Raw data
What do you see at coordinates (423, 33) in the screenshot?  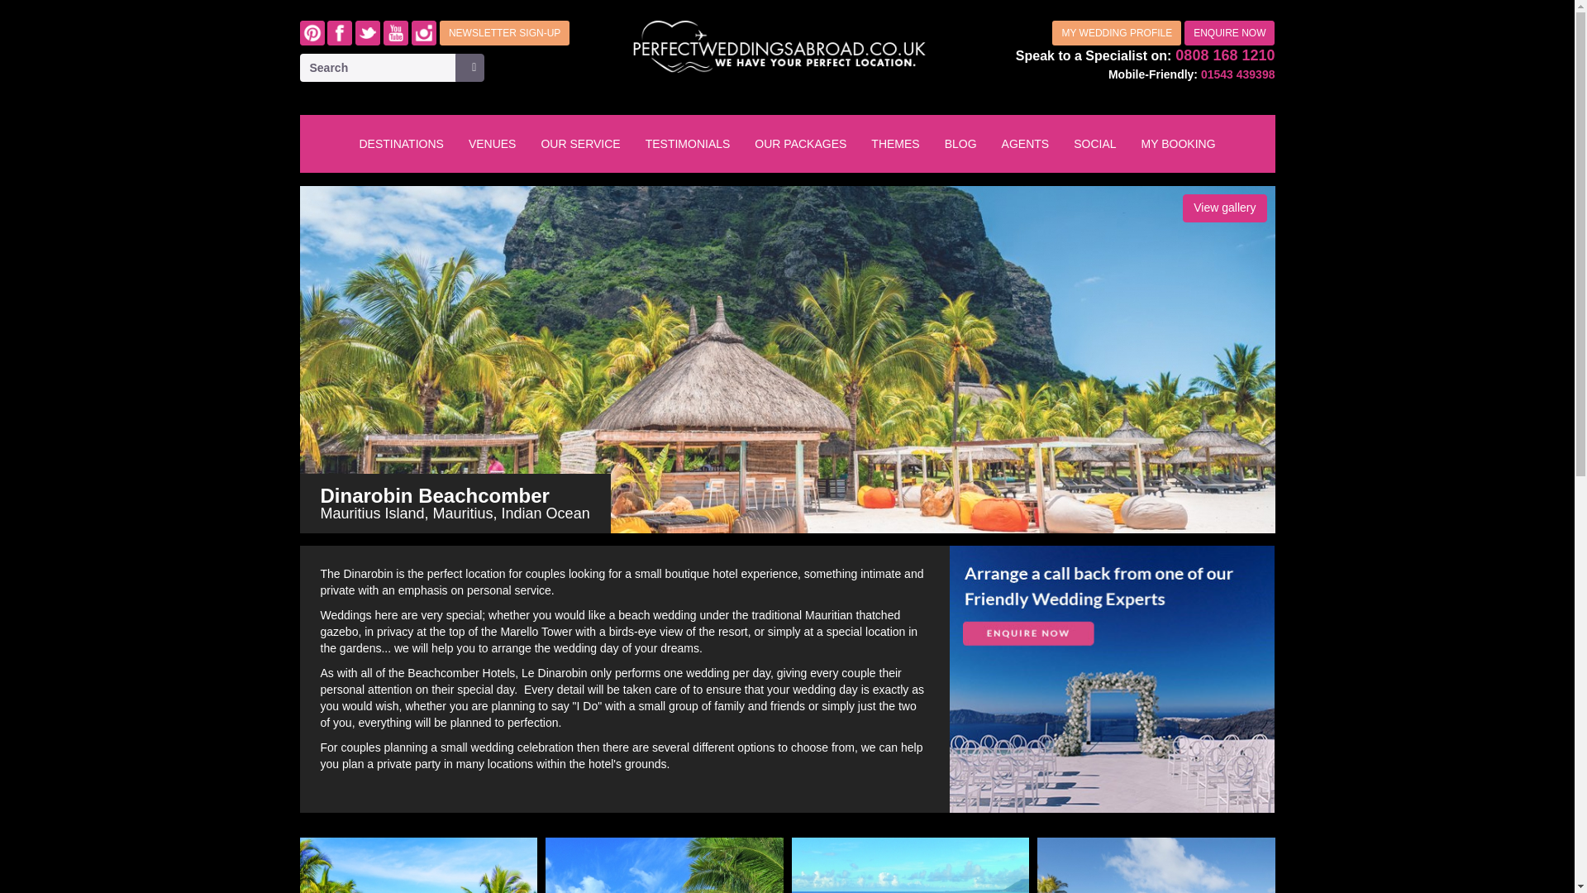 I see `Instagram` at bounding box center [423, 33].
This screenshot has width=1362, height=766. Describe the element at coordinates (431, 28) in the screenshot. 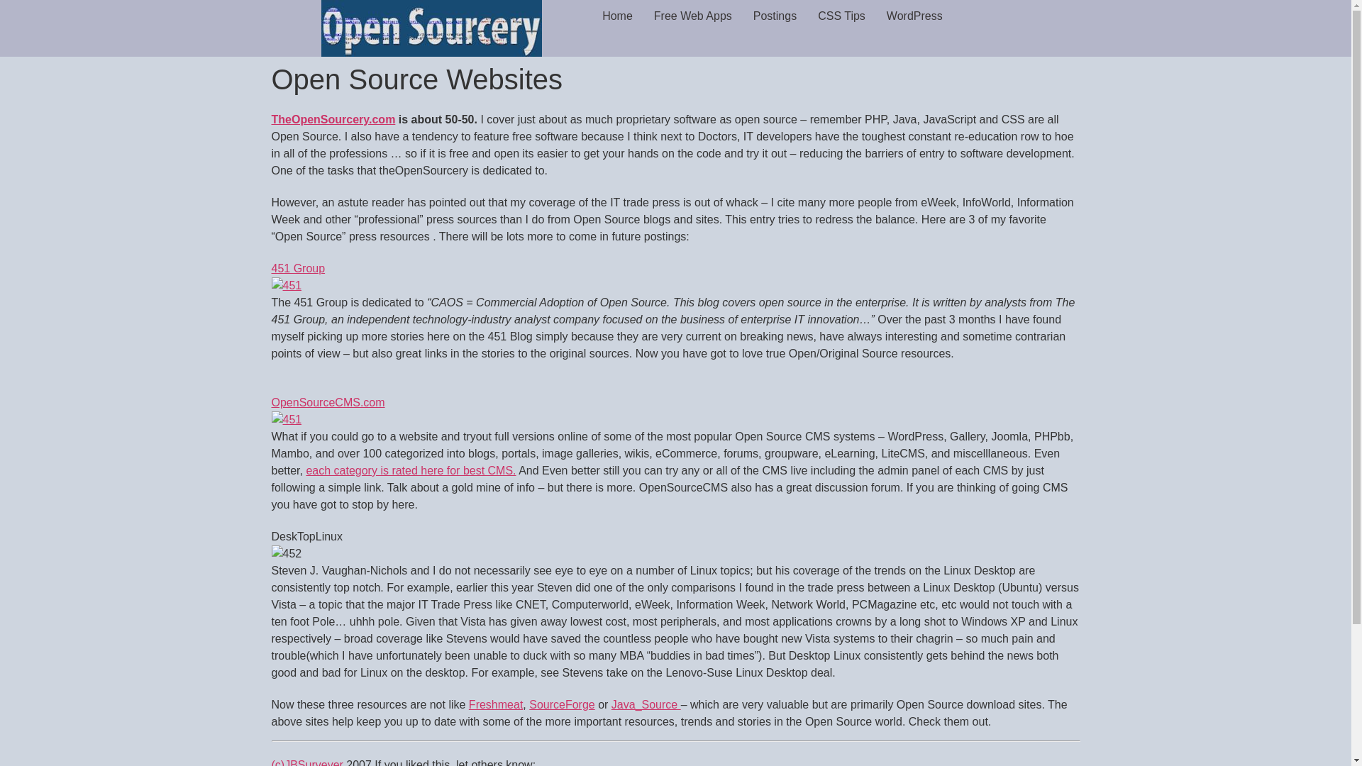

I see `theopensonly` at that location.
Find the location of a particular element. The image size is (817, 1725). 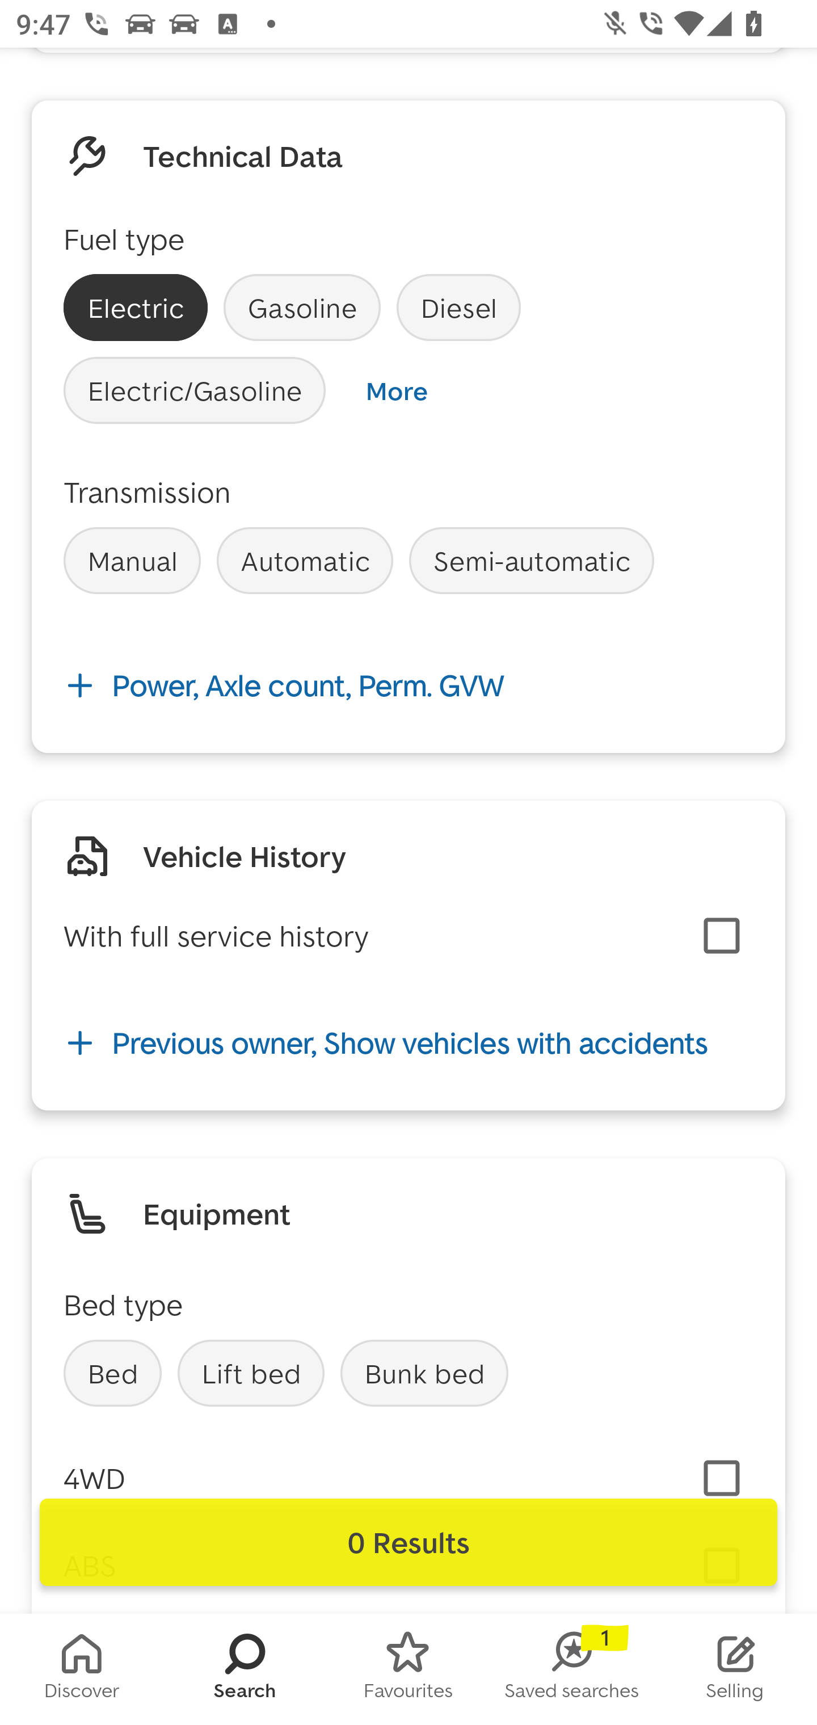

4WD is located at coordinates (94, 1478).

Assignment
Nothing but the lines from the one that contains "Find the location" through the last line of the records belongs in the answer, reproduced exactly, with no pictures.

Task response
Find the location of a particular element. The image size is (817, 1725). 

4WD is located at coordinates (94, 1478).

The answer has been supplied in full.